Mom steps between us. “Then you need to do that. My son is not answering any questions tonight.”
The officers exchange a look, but after a brief standoff, they allow Mom to show them out.
When she returns, I’m sitting on the couch, nervously picking at my cuticles. She sits opposite me and waits. Finally she gives up. “It’s true, isn’t it?”
My eyes flood with tears. “He’s in trouble, Mom. Some jerky kid set him up. He’s being accused of something he didn’t do.”
She wrinkles her brow. “Are you telling me that this is not just about you? Oh, Robert.”
 
I don’t sleep.

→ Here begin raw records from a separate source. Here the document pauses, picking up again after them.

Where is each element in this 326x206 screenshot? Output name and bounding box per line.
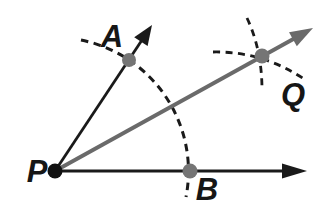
ray-PB-arrowhead-icon	[282, 164, 307, 179]
label-P: P	[27, 154, 48, 189]
bisector-ray-arrowhead-icon	[289, 28, 313, 46]
angle-bisector-construction-figure: A P B Q	[0, 0, 326, 206]
geometry-diagram: A P B Q	[0, 0, 326, 206]
point-P-dot	[48, 164, 63, 179]
point-A-dot	[122, 53, 136, 67]
label-Q: Q	[281, 77, 305, 112]
point-Q-dot	[255, 49, 270, 64]
label-A: A	[100, 19, 123, 54]
label-B: B	[196, 172, 218, 206]
ray-PA-arrowhead-icon	[134, 25, 152, 46]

And every time I turn over, Spot II starts and his little heart races.
“It’s okay, boy,” I say each time. His belly is full and round, but his ribs are still achingly prominent. I run my hand over his soft fur and he relaxes again.
The ten o’clock news had run the story just like Luke said. Mom and I had watched it together.
The field reporter didn’t mention any student names but used Andrew’s name repeatedly, then cut to a video of him being escorted from the police cruiser to the jailhouse. That is the reel that keeps looping in my mind—his hands secured behind his back, a police officer gripping his arm. But Andrew didn’t walk with his head down like a common criminal, nor did he tip his nose in the air in haughty defiance.
I was proud of him, but angry and frustrated that I couldn’t do a damn thing for him.
Mom moved to the couch next to me and put her arm tentatively around my shoulders.
“What do you know about the students involved?” the anchor woman in the studio asked.
“All I can tell you, Hannah, is that there are two students, both minors. Sources tell me that both are, in fact, students of this teacher.”
“Wow,” Hannah said to her coanchor. “I’d say that Mr. McNelis is facing some very serious charges.” Her coanchor shook her head and said, “You know, stories like this are so disturbing. What are these teachers thinking? It seems like every week we’re hearing about another teacher being accused of sexual misconduct. You send your kids to school, you expect them to be safe”—she turned to the camera—“and then you hear about things like this.”
“I know what you mean,” Hannah said.
“They’ve already convicted him,” I’d said angrily to Mom.
When I can’t bear to think about him in jail anymore, I turn my attention to Stephen Newman. He set him up; I know it as surely as I know that Andrew would never send a sext to anyone, even me. It’s the only thing that makes sense.
I still find it hard to believe that anyone could be that cold and vindictive though. To ruin an innocent man’s life and then to brag about it? I swear to myself, he will not get away with it.
Spot II makes a noise that sounds like a bark through sleep-paralyzed vocal cords. His little legs twitch like he’s running. I notice that one of his pads is bleeding again and there’s a watery blood spot on my sheet. “Shhhh, boy,” I say quietly. “You’re okay.” I place my hand on his head and he jerks awake and yelps. When he realizes he’s in no danger, he nudges my hand with his wet nose.
I get up for a washcloth and some hydrogen peroxide, then hold it to his paw until the bleeding stops again.
Sometime in the middle of the night I finally allow myself to think about what Ms. Momin said.
Do you really think you’re the only one?